After cruising the Spokane skies for nearly half an hour with Charles Britts, a veteran aviator of 56 years, Pickette couldn’t wait to do it again. “I think we’ve got a future pilot,” said the boy’s father, Steve Pickette, of Spokane.

And that was precisely the goal of Young Eagles Day, a free event designed to get boys and girls ages 8 to 17 interested in aviation. Sponsored by the Experimental Aircraft Association, the program was launched in 1993 and has enabled more than 1 million children to fly with pilots nationwide.

“It’s a thrill of a lifetime,” said Judy Malcolm, of Otis Orchards, who accompanied her grandson, 12-year-old Stephen Kinzer, to Saturday morning’s event. “It’s so nice of the pilots to give their time, money and gas for the kids.”

Six pilots – all members of Chapter 79, the local EAA affiliate – flew 70 kids in their own private planes. Before taking the children on a bird’s-eye tour of Spokane, these volunteers taught them about safety procedures, the individual aircrafts and the basics of getting these machines off the ground and soaring through the air. They also absorbed all the costs of flight, including the $5-per-gallon fuel. (A one-hour flight burns at least eight gallons, according to several pilots.)
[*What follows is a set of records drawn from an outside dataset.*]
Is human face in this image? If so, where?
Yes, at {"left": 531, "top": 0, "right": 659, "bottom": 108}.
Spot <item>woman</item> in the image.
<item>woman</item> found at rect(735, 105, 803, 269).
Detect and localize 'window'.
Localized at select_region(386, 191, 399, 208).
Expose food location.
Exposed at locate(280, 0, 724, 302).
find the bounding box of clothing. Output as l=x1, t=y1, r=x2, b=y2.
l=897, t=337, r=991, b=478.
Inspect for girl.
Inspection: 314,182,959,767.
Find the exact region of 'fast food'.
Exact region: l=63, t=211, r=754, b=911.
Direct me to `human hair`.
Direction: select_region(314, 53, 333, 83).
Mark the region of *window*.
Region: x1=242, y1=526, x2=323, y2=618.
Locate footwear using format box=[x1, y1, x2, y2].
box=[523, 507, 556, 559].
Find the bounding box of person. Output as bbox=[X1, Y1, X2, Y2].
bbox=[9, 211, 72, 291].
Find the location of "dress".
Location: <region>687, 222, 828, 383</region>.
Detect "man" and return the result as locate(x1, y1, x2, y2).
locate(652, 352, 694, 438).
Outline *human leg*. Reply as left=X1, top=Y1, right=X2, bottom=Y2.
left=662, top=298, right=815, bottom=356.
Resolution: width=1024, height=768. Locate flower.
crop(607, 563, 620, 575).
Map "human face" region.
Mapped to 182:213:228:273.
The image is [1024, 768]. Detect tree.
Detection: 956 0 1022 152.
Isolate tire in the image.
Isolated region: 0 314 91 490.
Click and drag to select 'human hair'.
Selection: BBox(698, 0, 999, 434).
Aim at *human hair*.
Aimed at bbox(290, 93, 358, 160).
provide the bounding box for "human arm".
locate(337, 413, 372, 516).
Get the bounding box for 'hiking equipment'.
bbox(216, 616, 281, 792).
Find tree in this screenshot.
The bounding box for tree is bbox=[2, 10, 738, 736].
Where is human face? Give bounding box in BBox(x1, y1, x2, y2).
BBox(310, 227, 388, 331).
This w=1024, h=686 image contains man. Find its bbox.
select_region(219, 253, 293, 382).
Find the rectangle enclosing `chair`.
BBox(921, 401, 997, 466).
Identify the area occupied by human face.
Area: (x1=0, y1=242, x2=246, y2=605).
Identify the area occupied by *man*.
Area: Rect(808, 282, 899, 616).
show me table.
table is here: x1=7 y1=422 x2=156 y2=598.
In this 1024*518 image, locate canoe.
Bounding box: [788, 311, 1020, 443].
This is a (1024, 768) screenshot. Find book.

“We do it for the kids,” said Jack Hohner, the Chapter 79 president. “They can learn a lot from aviation. It involves skill and requires discipline. It’s a healthy interest for kids, and this is a cause that we all rally behind.”

EAE’s Chapter 79 has 125 members from throughout Spokane and the North Idaho area. Over the years, the organization has fostered young people’s passion for flying not only by taking them along on airplane rides, but also through scholarship programs that enable youths to earn their pilot’s or mechanic’s license and eventually pursue careers in aviation.

“You can sometimes make changes in these kids’ lives,” said Bob Harding, a former Young Eagles coordinator who over the years has flown 526 kids in his Piper Cherokee. “Flying teaches them about clean living and gives them a sense of responsibility.”

Marian Heale, one of the volunteer pilots at Saturday’s event, often reaches out to the girls who show up for Young Eagles Day. “I would like to see more females in aviation,” said Heale, who first took flying lessons in 1976 after working as a flight attendant.

Heale – a member of the Ninety-Nines, an organization of women pilots whose first president was Amelia Earhart – flies an aircraft known as a Citabria, a sleek, blue-and-white two-seater with a new 150-horsepower engine that helps it “leap off the ground.” Before strapping the young rider into the back seat, she asks about their flying experience, teaches them the fundamentals of aviation and assures the anxious ones that the plane “won’t fall out of the sky.”

“Flying gives you a sense of freedom,” she said, explaining her love of flight. “It’s beautiful up there.”